The most widely used DRM software systems embed computer code in the digital asset to limit or restrict access to the file. To prevent people making copies of the work, publishers can add encryption code which only particular systems or software can understand. Publishers and authors can add a specific time limit for access or limit the amount of devices the asset can be installed on at one time.
Some popular types of DRM strategies include: virtual private networks (VPNs), software licenses and keys, proxy servers, user authentication and IP authentication protocols. Some publishers opt for simply adapting the design of their products to only work on specialized devices or with particular software.
Why is DRM important for DAM?
Organizations can reduce the risk of legal penalties by recording information regarding the use and reuse of digital assets. It’s also important for organizations to keep track of when assets can be utilized, where they can be utilized and even how they can be utilized by internal and external parties. For example, if you have a photo shoot on a location, you may be tasked with keeping track of the place where the photograph was taken, the name of the photographer, the names of the models pictured in the photograph and so on. Frequently when organizations solicit third-party agencies to create content on their behalf, with it comes a host of contracts surrounding when, where, why and how these digital assets can be utilized. Keeping track of this manually in a spreadsheet is a manual labor of love, meanwhile, sensitive assets may be sitting around on shared network drives widely accessible to the entire marketing department. That’s where DAM comes in - providing context about when, where and how you can utilize these types of assets in a self-service portal for employees.
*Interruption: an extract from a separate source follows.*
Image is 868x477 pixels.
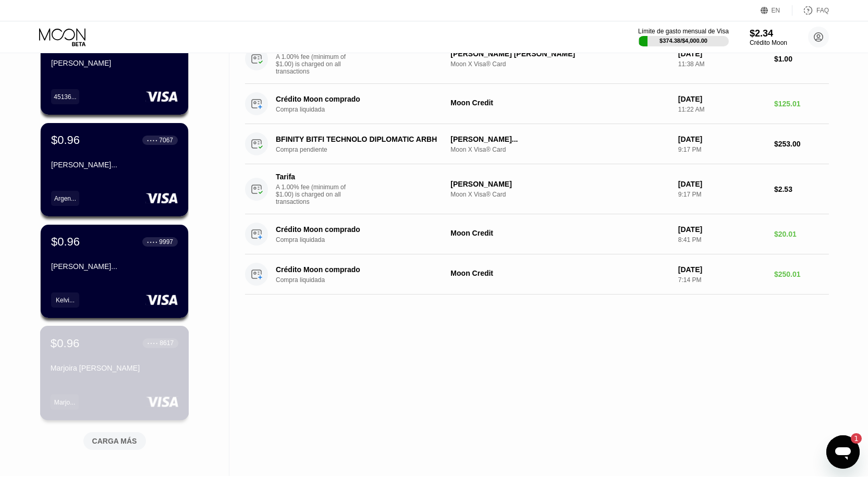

Within a DAM library, you are able to relate digital rights information directly to specific assets or groups of assets, providing explicit usage information to the right people, at the right time, so they can make the right usage decision. Keeping track of the rules across a library of thousands or even millions of assets is no easy undertaking - making automating DRM with DAM as easy as set it and forget it.
Limitations, expiration dates, model rights, location rights and more...there’s no shortage of rules around how you can use content that you procure, but you may also have your own rules for content created in-house and will want to share the usage information with external parties so they too, can stay in compliance.
But it’s not just about being compliant. Asset misuse has very real consequences behind it. Lawsuits, risking your brand’s reputation, wasting time hunting down asset usage information… all of these things are easily avoided with a DRM (digital rights management) strategy in place and the technology to facilitate automating these rules.
How does DRM for DAM actually help me automate asset expirations and embargo dates?
When uploading content to the Bynder DAM, you are able to quickly select a future date you’d like the content to expire. This can be incredibly useful if you have known expiration dates for specific types of content (i.e. you have a standard two-year agreement with photographer XYZ.)
Or, you can select the date you’d like the content to “go live.” If you select this option, the content will not be visible or actionable to people who do not have access to view embargoed assets. This feature allows you to control things like sensitive product launches or big company announcements that shouldn’t be privy to everyone until a specific date.
How does DRM for DAM help control asset usage through user permissions and download approvals?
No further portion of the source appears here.